Framework Solution or Sympathy - Group 3
Stella Herzig (St. Ambrose), Jaci Wilkinson (Luther), Holly White (Luther), Jennifer (Mercy College of)
Elect a recorder for your group - That person will take notes over your instruction activities and your brainstorming as you discuss. The group should brainstorm about your instruction activities. Not sure where to get started? Think about:
- Outcomes for your instruction
- How your activity/lesson meets these outcomes
- How these outcomes align with the new Framework
- How you can modify the activity and outcomes to better match the Framework, while still meeting the needs of the students and course
Group notes:
Stella’s Activity - Visual Literacy - primary data, good authority, how to find it, customizing what they find, does what they choose out of primary data support their claim, how to relate that finding in a graphic form.
- Talk about where to find statistics
- Google!!
- Who gathers data??
- Introduce students to American factfinder to community survey to see the characteristics of their hometown
- Find educational attainment in their hometown
- Income
- Download the data as an Excel sheet
- Make a chart
- What is the chart telling you??
- Media Librarian teaches students to use Infogram to:
- Compare educational attainment for men/women
- Income by educational degree for men/women
- How do you find what is the important part of this mess of data?
- Share infograms on Google docs, bring up on class screen
- Ask students - what claim does this support??
- If there is time, discuss:
- What other data might be interesting? Race!
- Homework - Create a citation of the data in APA
- It usually takes 50-70 minutes to complete the activity. If only 50 minutes, usually just make it
- This is done for a 1-credit Information Literacy class. Looking to expand to Sociology.
- Media Librarian is considering turning the instructions into a video for an online class.
- Considering add it to a “Library Skills” libguide. Maybe Infographic 101?
- Connect it to students’ future careers - presenting information to supervisor, e.g.
- Good for business class, also?
- Where in the process does that the data become information? Is this something that we could discuss with students? Articulate with students?
- Possibilities for the future?
- Talk to students about manipulating data.

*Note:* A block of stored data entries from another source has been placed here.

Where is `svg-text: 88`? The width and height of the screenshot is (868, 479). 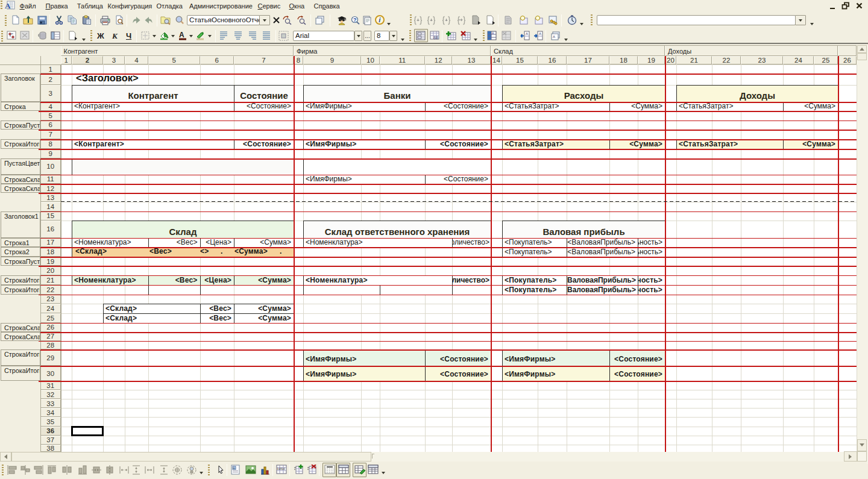 svg-text: 88 is located at coordinates (436, 37).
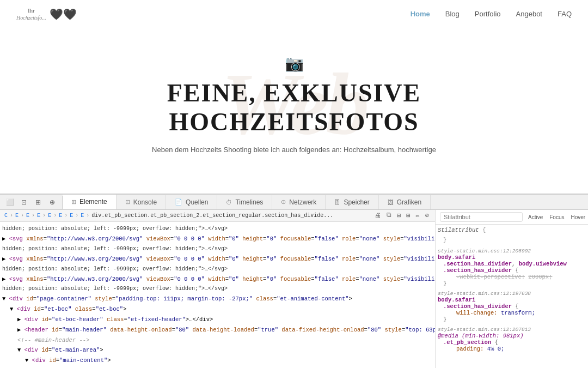 The height and width of the screenshot is (368, 588). Describe the element at coordinates (512, 313) in the screenshot. I see `style-prop-will-change: will-change: transform;` at that location.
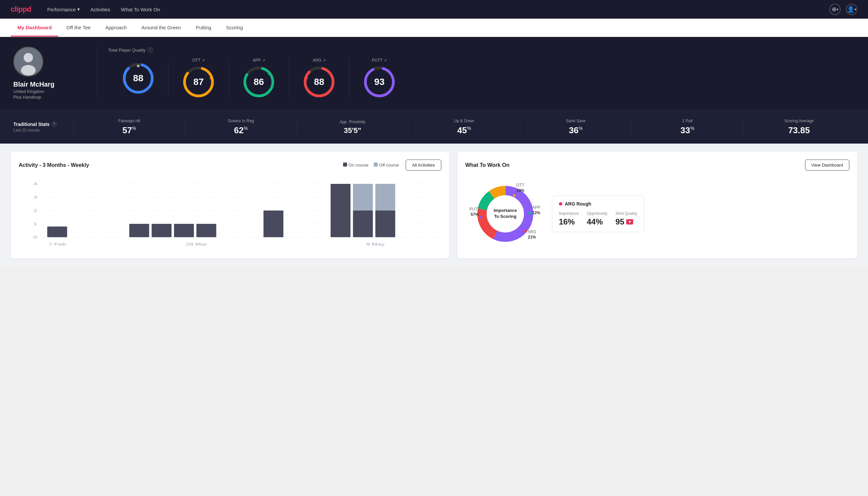 This screenshot has height=496, width=868. I want to click on arg-importance: Importance 16%, so click(569, 219).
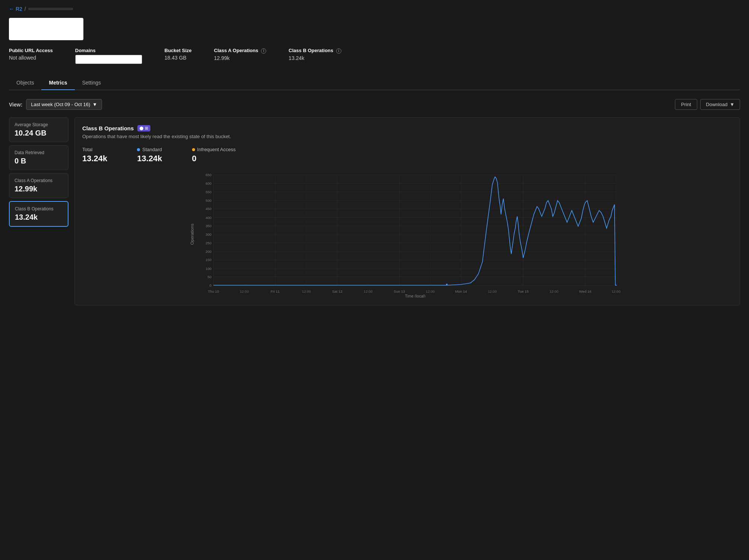 The height and width of the screenshot is (560, 749). I want to click on standard-dot, so click(138, 150).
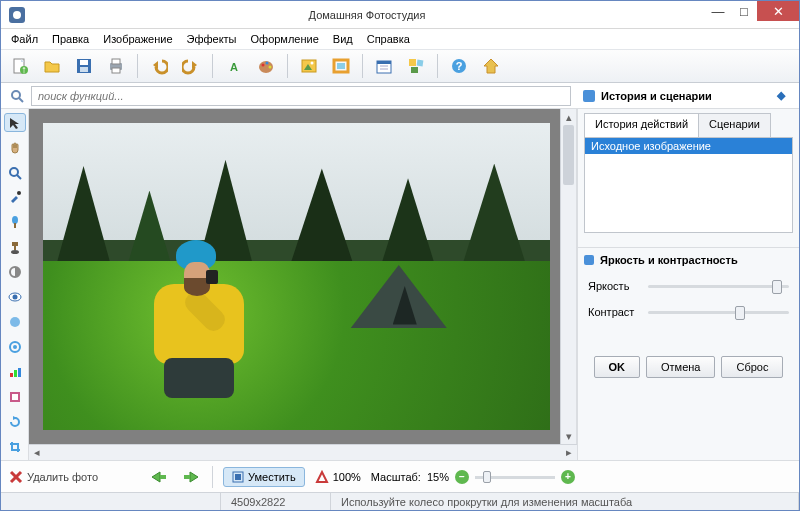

- Example: choosing decades to present different statements about gender
- See how educational attainment changes between decades
- Originally wanted to students to find their own data first, but it took them 40 minutes just to do that.
- Felt that students need to be using the same data source
- Other possibilities: Criminal justice class and crime statistics
- Working students through the process of exporting data
Jaci Wilkinson’s Activity - Paideia Research Unit - 19th Century Arts
- Marginalized voices from that period of time
- Put students in small groups and assigned each of them a reference source
- Chose minority artists
- Each of the reference sources had a bibliography, making sure that there was at least one source available in print or online from the library
- Groups then wrote citations for sources on the whiteboard, drawing arrows to show how the sources came from bibliographies.
- Require that at least one source NOT be a reference source.
- Is it too much? Is it just enough.